Computing output of bucking coils...

Thread Starter

thrival

Joined Nov 18, 2006
7
I am trying to understand the effects of series bucking coils on V & I output. Apparently the bucking configuration was used in the early days of radio, but with the introduction of IC's are all but forgotten. My interest is their potential for stepping down voltages in the most direct and simplistic fashion. For example: (see attached.)

My point is it would be useful to use bucking coils to step down voltages to approximate levels to preserve current rather than burn it up in resistance networks or even voltage regulators. Anyway I'm trying to learn the rules that inductors follow in such arrangements. Thanks for any insights or formulas.
 

Attachments

Papabravo

Joined Feb 24, 2006
21,225
In the drawing you have given us, there is no reason why there should be any voltage at all between the midpoint of the two inductors and the ground symbol. If the ground symbol in your drawing and the AC source have a common ground that would be a different story.

The actual idea is that secondaries in series with the same polarity would add together. For example if I have a 5VAC secondary and an 8VAC secondary and they are in phase, I can get 13VAC across both of them. If I wire them together as you have drawn then I get 3VAC across the pair.

How you convert the 3VAC to DC should be straightforward.
 

Thread Starter

thrival

Joined Nov 18, 2006
7
Dear Papabravo:

Thank you for your reply. OK I get your point about secondaries but in this case I'm not using any. We could use either side of the AC line as a reference though; I'm OK with that.
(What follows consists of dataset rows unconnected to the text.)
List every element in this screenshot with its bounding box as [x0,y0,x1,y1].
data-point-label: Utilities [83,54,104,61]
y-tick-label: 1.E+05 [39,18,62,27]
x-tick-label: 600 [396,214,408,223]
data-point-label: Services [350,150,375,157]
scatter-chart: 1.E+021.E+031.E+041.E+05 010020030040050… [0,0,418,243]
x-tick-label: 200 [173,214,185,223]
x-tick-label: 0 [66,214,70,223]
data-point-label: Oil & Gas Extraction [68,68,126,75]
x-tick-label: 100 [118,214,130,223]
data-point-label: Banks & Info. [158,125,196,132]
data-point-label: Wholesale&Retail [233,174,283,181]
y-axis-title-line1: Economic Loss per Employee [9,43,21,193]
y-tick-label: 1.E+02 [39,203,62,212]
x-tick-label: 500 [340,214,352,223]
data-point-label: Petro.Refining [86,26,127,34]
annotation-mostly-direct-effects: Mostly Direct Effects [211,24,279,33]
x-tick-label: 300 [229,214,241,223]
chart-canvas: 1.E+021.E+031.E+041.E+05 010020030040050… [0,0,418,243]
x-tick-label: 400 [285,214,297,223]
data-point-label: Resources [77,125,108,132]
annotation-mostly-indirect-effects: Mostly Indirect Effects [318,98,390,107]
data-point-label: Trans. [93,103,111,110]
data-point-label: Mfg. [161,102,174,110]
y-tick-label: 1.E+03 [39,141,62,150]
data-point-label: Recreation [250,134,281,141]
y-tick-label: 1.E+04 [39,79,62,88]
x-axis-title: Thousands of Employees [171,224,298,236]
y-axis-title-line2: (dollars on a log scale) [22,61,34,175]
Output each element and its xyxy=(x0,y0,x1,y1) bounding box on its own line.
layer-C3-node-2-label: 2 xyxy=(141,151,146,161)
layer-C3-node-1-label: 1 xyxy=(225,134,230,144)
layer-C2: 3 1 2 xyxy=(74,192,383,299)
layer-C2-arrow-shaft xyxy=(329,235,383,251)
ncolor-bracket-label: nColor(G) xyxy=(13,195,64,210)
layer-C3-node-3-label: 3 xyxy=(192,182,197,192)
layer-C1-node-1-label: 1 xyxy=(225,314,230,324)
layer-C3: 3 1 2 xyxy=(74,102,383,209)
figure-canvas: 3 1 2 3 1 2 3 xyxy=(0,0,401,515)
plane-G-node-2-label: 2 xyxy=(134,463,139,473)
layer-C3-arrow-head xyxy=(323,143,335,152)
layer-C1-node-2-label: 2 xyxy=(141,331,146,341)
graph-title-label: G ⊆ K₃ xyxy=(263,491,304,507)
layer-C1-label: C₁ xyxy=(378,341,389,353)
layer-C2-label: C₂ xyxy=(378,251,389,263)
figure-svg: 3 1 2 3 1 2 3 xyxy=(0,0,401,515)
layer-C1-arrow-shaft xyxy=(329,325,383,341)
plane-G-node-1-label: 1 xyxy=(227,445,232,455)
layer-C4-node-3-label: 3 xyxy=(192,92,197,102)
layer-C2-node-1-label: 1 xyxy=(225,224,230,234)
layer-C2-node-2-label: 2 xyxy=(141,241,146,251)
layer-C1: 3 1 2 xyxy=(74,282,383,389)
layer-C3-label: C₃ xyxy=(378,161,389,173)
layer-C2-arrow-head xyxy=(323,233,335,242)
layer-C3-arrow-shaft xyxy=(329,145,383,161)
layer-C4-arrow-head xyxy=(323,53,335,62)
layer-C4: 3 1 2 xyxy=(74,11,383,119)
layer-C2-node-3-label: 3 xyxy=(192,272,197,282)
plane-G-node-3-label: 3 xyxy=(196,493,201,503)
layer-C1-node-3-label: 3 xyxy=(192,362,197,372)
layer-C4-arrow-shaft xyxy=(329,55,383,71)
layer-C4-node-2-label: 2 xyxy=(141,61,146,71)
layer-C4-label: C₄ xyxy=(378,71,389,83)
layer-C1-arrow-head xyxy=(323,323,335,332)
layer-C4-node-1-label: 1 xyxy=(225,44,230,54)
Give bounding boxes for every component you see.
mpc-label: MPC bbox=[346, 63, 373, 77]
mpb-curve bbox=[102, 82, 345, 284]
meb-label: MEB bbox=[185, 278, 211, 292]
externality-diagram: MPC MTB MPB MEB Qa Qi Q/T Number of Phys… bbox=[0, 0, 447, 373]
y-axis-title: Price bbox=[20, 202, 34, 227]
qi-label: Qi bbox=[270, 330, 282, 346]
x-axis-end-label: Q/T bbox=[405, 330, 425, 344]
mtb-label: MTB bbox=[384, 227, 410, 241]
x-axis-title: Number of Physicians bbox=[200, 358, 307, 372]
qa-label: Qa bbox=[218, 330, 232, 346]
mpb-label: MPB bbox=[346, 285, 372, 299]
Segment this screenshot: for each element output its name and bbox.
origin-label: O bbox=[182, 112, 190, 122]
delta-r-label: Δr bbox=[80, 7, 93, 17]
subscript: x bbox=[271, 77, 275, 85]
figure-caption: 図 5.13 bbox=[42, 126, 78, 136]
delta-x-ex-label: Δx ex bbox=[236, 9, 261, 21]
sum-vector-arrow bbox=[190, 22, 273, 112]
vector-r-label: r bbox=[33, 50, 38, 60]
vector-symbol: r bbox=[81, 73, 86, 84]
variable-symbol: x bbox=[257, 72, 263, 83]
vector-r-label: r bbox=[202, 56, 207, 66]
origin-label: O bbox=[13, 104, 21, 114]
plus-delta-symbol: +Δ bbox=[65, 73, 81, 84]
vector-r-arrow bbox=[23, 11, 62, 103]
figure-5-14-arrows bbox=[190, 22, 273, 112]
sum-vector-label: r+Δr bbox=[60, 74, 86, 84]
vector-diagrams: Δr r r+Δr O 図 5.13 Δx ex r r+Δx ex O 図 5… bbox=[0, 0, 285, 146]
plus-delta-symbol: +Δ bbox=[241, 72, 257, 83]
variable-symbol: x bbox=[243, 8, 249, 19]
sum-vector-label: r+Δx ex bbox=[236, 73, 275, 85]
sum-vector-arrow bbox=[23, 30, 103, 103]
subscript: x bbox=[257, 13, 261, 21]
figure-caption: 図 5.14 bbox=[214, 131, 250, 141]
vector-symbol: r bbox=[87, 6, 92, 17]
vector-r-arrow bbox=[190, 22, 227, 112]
(Note: I've looked at AAC's transformer winding tutorial, but it's dealing with primaries AND secondaries, whereas in my example I'm using series inductors only.)

So are you saying that under ordinary circumstances, if equal and opposite coils (in series bucking configuration), are plugged into an AC line, there will be no current flow, and nothing can be drawn off a center tap to an actual ground? That would be interesting and while I see it as being mathematically correct, still rather amazing in practice. How would the utility perceive such a hook-up? Would the inductor size matter? (I would expect adding or subtracting a turn would increase or decrease V not unlike an autotransformer.)

What I was looking for was a V step down, say by half. Then another such arrangement to reduce by half again, etc. I'll admit it's an odd method, possibly nothing to be gained, but I wouldn't know unless I asked.